Extent Of Layoffs In Redlands School District Still Unresolved

The Redlands school board on May 12 followed through with laying off some 14 percent of the support personnel the district had informed in January might lose their positions
No teachers were impacted by the diminution of the district’s personnel. Nevertheless, the board instructed Superintendent Juan Cabral and Director of Human Resources Cynthia Quezada to prepare to give pink slips to 19 of the 135 library aides, special education instructional assistants health care staff told their heads might be on the chopping block in January.
The board further instructed the district’s top administrators to orchestrate the layoffs in such a way that the support staff drawdown is distributed evenly throughout the district’s 25 traditional schools. This in practical terms means moving roughly 20 other support staff members from one school to another.
Under California law, school districts must issue potential layoff notices to public school workers by March 15 if they could be laid off by the end of the school year and must deliver notice of final layoff decisions no later than May 15.
Cabral was tight-lipped about the reductions, and sought to show no emotion about what had been done.
In addition to the potential layoff warnings sent to support personnel in January, the district issued 91 layoff notices to certificated positions, including 37 teachers, nine elementary and middle school assistant principals, three school nurses, one special services coordinator, one district athletics and student support coordinator, eight academic case carrier counselors, eight elementary school counselors, six secondary school counselors, four librarians, four program specialists and ten adult school teachers and counselors.
The board on Tuesday night did not make good on laying off any of the certificated personnel.
The elapsing of the deadline today, May 15, however, does not mean no certificated personnel will be let go this year. Certificated employees, as opposed to support personnel, under the state education code have the ability to challenge the March 15 preliminary layoff notices and also have “bumping rights,” meaning they can request to take the position of a teacher with less seniority who is not being laid off. Exercising bumping rights or making challenges are up to the discretion of individual teachers.
Reversal of layoffs by challenge are not automatic, and a final decision is subject to the decision of an administrative law judge who considers each challenge on its individual merits.
While it is not known how many of the 91 certificated positions targeted for possible elimination, if any, the district intends to actuate, a good number of those certificated personnel exercised their option to make a challenge, each of which thereby involved a hearing before the administrative law judge assigned to Redlands Unified. That judge has requested and was granted an extension to May 22 by which to finalize his decisions. The school board must finaolize its firing list within five days of the administrative law judge’s final ruling. It is thus anticipated that the school board will publicly announce whether any teachers, principals or other certificated employees will depart at the end of the current 2025-26 school year by May 27.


Task details:
Exactly as they stand, set down the following records once more.

Data shown:
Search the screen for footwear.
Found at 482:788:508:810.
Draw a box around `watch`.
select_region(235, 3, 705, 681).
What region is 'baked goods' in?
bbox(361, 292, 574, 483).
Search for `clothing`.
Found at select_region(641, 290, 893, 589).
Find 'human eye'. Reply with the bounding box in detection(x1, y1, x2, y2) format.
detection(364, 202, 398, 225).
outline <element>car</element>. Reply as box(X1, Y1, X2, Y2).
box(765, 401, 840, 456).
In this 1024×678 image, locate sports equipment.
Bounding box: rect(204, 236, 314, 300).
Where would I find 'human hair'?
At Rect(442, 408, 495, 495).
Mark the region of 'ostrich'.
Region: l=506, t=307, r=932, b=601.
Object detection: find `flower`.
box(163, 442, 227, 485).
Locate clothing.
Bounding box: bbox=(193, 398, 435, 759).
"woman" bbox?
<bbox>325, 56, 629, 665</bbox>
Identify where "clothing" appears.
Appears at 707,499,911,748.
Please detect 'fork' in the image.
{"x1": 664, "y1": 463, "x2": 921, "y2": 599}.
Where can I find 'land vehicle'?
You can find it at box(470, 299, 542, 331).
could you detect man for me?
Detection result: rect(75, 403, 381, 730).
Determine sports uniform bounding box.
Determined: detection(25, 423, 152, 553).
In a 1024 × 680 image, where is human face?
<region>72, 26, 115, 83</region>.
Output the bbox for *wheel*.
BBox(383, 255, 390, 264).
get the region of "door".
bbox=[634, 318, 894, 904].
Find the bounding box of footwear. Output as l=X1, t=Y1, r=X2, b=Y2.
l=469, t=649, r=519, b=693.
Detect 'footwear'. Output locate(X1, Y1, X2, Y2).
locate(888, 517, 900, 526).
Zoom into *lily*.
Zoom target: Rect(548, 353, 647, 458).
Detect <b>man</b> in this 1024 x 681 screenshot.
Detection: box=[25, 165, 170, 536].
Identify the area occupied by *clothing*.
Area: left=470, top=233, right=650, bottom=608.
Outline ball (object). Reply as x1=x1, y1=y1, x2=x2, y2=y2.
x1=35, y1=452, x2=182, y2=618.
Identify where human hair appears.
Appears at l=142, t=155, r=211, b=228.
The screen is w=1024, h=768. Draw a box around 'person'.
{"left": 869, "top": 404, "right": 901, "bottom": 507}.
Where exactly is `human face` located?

Exercise response:
Search the screen for footwear.
Found at 482:788:508:810.
Draw a box around `watch`.
select_region(235, 3, 705, 681).
What region is 'baked goods' in?
bbox(361, 292, 574, 483).
Search for `clothing`.
Found at select_region(641, 290, 893, 589).
Find 'human eye'. Reply with the bounding box in detection(x1, y1, x2, y2) format.
detection(364, 202, 398, 225).
outline <element>car</element>. Reply as box(X1, Y1, X2, Y2).
box(765, 401, 840, 456).
In this 1024×678 image, locate sports equipment.
Bounding box: rect(204, 236, 314, 300).
Where would I find 'human hair'?
At Rect(442, 408, 495, 495).
Mark the region of 'ostrich'.
Region: l=506, t=307, r=932, b=601.
Object detection: find `flower`.
box(163, 442, 227, 485).
Locate clothing.
Bounding box: bbox=(193, 398, 435, 759).
"woman" bbox?
<bbox>325, 56, 629, 665</bbox>
Identify where "clothing" appears.
Appears at 707,499,911,748.
Please detect 'fork' in the image.
{"x1": 664, "y1": 463, "x2": 921, "y2": 599}.
Where can I find 'land vehicle'?
You can find it at box(470, 299, 542, 331).
could you detect man for me?
Detection result: rect(75, 403, 381, 730).
Determine sports uniform bounding box.
Determined: detection(25, 423, 152, 553).
In a 1024 × 680 image, where is human face?
<region>72, 26, 115, 83</region>.
Output the bbox for *wheel*.
BBox(383, 255, 390, 264).
get the region of "door".
bbox=[634, 318, 894, 904].
Find the bounding box of footwear. Output as l=X1, t=Y1, r=X2, b=Y2.
l=469, t=649, r=519, b=693.
Detect 'footwear'. Output locate(X1, Y1, X2, Y2).
locate(888, 517, 900, 526).
Zoom into *lily*.
Zoom target: Rect(548, 353, 647, 458).
Detect <b>man</b> in this 1024 x 681 screenshot.
Detection: box=[25, 165, 170, 536].
Identify the area occupied by *clothing*.
Area: left=470, top=233, right=650, bottom=608.
Outline ball (object). Reply as x1=x1, y1=y1, x2=x2, y2=y2.
x1=35, y1=452, x2=182, y2=618.
Identify where human hair appears.
Appears at l=142, t=155, r=211, b=228.
The screen is w=1024, h=768. Draw a box around 'person'.
{"left": 869, "top": 404, "right": 901, "bottom": 507}.
Where exactly is `human face` located?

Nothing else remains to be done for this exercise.